The playfield fills the whole screen, although there is a fullscreen button
at the right of the menu bar to make it even bigger, and starts with a floating
menu in the centre of the screen that includes the buttons "Choose the number of
puzzle pieces" and "Make the puzzle pieces rotatable"; I can't start the puzzle
until I click its OK button. To change things mid-puzzle, click on the menu
button at the left of the menu bar, and choose "Modify this puzzle". The
question mark at the far right shows the helpfile and image information, and the
button in the middle makes all except the edge pieces disappear, automatically
reappearing when the puzzle's sides are completed. Sadly the pieces, no matter
what their style, don't vary much in shape, so that in large areas of the same
colour, like a stretch of sky, pieces may seem to fit both shape-wise and
image-wise, yet don't. When two pieces that do fit are brought close together,
the player is warned by a tiny animation of two jigsaw pieces joining together.

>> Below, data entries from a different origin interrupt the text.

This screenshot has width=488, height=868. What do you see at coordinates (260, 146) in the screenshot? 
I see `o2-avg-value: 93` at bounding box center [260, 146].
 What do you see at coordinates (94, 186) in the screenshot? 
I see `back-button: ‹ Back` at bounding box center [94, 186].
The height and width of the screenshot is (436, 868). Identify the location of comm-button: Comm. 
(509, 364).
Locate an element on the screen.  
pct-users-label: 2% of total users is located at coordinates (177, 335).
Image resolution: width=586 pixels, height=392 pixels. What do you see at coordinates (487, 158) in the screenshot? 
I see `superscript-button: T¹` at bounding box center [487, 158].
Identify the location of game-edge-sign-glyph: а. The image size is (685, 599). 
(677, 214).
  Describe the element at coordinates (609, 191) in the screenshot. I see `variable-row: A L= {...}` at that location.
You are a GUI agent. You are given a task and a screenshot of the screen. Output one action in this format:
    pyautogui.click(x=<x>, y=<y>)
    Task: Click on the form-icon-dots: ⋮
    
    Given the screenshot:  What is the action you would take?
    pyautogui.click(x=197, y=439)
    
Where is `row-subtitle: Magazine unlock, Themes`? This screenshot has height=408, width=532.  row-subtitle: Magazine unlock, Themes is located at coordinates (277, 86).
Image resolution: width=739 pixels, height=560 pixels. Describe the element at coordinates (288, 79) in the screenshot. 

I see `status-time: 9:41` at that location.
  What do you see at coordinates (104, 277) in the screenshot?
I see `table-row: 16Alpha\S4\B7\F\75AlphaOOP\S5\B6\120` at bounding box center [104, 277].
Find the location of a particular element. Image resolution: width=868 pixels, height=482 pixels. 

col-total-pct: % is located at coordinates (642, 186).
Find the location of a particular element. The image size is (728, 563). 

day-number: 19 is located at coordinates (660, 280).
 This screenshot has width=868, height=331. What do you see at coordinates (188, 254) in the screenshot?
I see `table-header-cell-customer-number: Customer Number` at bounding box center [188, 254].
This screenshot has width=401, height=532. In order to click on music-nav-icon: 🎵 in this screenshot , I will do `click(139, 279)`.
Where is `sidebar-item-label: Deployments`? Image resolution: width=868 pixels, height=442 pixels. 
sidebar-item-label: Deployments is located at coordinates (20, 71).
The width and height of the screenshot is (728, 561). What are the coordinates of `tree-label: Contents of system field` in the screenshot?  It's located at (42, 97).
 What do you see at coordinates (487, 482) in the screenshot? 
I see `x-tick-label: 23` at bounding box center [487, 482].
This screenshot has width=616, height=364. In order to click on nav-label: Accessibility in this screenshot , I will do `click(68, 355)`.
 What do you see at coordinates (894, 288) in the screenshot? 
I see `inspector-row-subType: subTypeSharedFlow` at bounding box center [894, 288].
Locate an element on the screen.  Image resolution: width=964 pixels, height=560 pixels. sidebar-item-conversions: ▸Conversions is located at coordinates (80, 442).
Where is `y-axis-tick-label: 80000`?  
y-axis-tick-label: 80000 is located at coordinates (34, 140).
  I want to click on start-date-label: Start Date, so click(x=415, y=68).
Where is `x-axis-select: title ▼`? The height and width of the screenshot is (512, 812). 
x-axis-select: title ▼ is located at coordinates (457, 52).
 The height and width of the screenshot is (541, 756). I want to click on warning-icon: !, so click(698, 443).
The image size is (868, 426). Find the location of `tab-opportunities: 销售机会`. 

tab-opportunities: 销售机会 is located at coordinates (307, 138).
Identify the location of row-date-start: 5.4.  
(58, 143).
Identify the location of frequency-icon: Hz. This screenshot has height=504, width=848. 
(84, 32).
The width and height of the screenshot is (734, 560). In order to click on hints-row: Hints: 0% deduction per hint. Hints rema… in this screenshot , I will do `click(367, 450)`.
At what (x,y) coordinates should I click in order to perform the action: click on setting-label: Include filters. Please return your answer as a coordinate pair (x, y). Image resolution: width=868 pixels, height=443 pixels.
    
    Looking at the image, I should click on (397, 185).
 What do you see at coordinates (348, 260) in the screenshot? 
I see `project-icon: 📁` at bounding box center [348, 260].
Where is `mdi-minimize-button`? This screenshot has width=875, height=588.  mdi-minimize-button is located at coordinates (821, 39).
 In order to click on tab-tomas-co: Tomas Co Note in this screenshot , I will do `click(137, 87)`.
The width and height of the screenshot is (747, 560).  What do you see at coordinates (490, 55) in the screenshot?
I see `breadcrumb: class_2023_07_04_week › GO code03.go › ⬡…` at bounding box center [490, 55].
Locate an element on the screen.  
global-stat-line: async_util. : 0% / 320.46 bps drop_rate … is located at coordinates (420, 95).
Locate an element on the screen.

Once the puzzle is finished, a row of silhouetted hands along the screen's
bottom lengthily cheers and applauds.
Also unique to this site: the menu button has "Open your own file as a
puzzle" which lets me choose a local file, like one of the images in "My
Pictures" or something from the wallpapers folder, to be loaded into memory,
carved up, and played as a puzzle. This doesn't actually create a puzzle, it
just lets me use my own images without having to submit them to the site.
JigZone.com
As soon as this page loads, a window pops up, asking me to log in. Having an
account would let me upload my own puzzle images, but I don't like having to
sign up for a site just to surf it. I bypass the popup window by clicking either
a puzzle title listed in it or any puzzle thumbnail not obscured by the popup
window, which opens that puzzle, and from there I can browse and play other
puzzles without problems. Hovering over a thumbnail lets me choose the style and
number of pieces. The puzzle playfield is squashed into the top half of the
screen, with a menu to change the way the puzzle is cut to the left, and image
title, source and additional information below. Also shown below are the fastest
playing times of other players.
Uniquely, the pieces, no matter what their style, don't have a 3D look but
are flat, and when fitted together, meld seamlessly into each other. Most styles
have simple and repetitive shapes, so in puzzles with a big area of the same
colour, there is a risk of confusing two pieces that seem identical, but the
puzzles are on the small side. Maybe this site would be less of a strain on
older computers or slower internet connections?